Lukoil look to the Middle East for growing oil projects while Baker Hughes are not slowing up in the Middle East despite OPEC production cuts
Russia's second-largest oil producer, Lukoil, is looking to the Middle East to expand its operations, a senior executive for the firm said on 29 January. It has been reported that Lukoil is talking to the National Iranian Oil Company to take part in exploration developments in Abe Timur and Mansuri fields in central-western Iran, according to Gati al-Jebouri, VP and head of upstream operations in the Middle East.
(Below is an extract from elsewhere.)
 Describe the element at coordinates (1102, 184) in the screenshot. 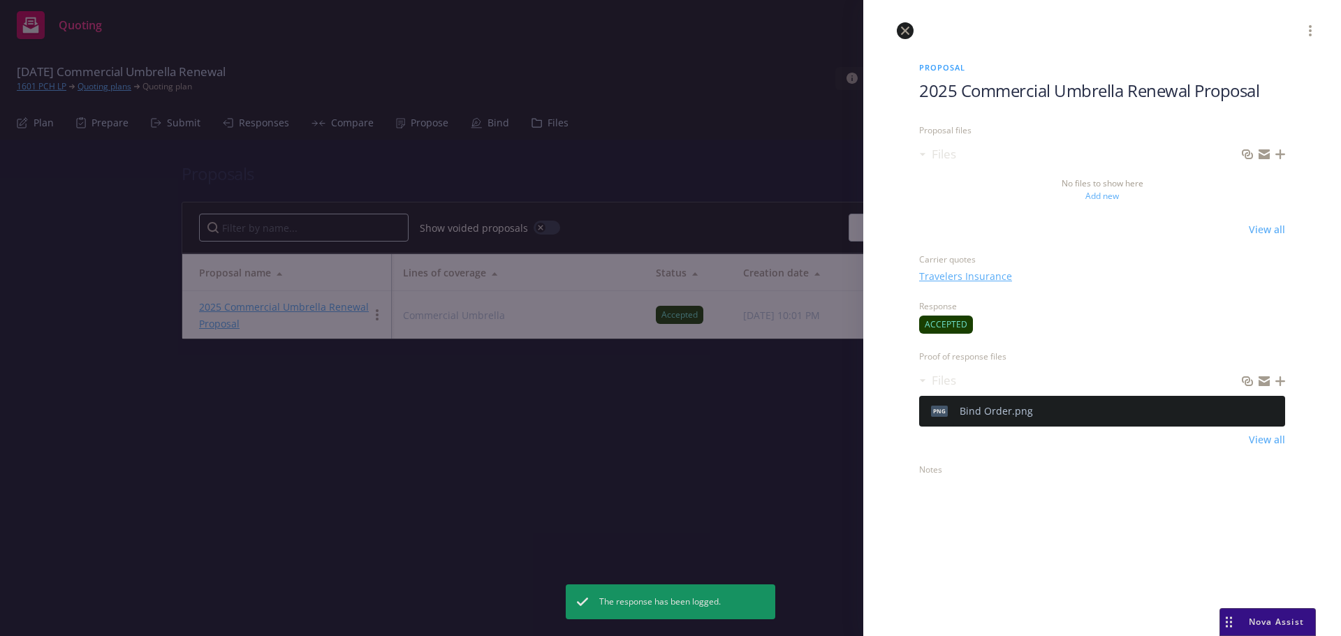

I see `span: No files to show here` at that location.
"We are in active discussions with them with respect to budget cost structure, and subsequently we will start negotiations on contractual terms if the development plans that we proposed are accepted and agreed by the Iranian party," Jebouri told reporters on Sunday.
Lukoil signed several memorandum of understanding with NIOC last year, and "had site visits and have done significant amount of analysis as to how we potentially can develop the project," he said.
Baker Hughes are also looking to expand in the Middle East, despite the OPEC cuts which came into force at the beginning of the year. "There’s a bit of a disconnect between the OPEC cuts that were announced and what we’re forecasting at least for the next six months in terms of activity," Martin Craighead, CEO at Baker Hughes, told analysts and investors Thursday on a conference call. "We see no pullback that would correlate to the announcement on a production cut. We still expect it to be relatively steady. A couple pockets of the more midsize to smaller players in the Middle East are actually going to increase."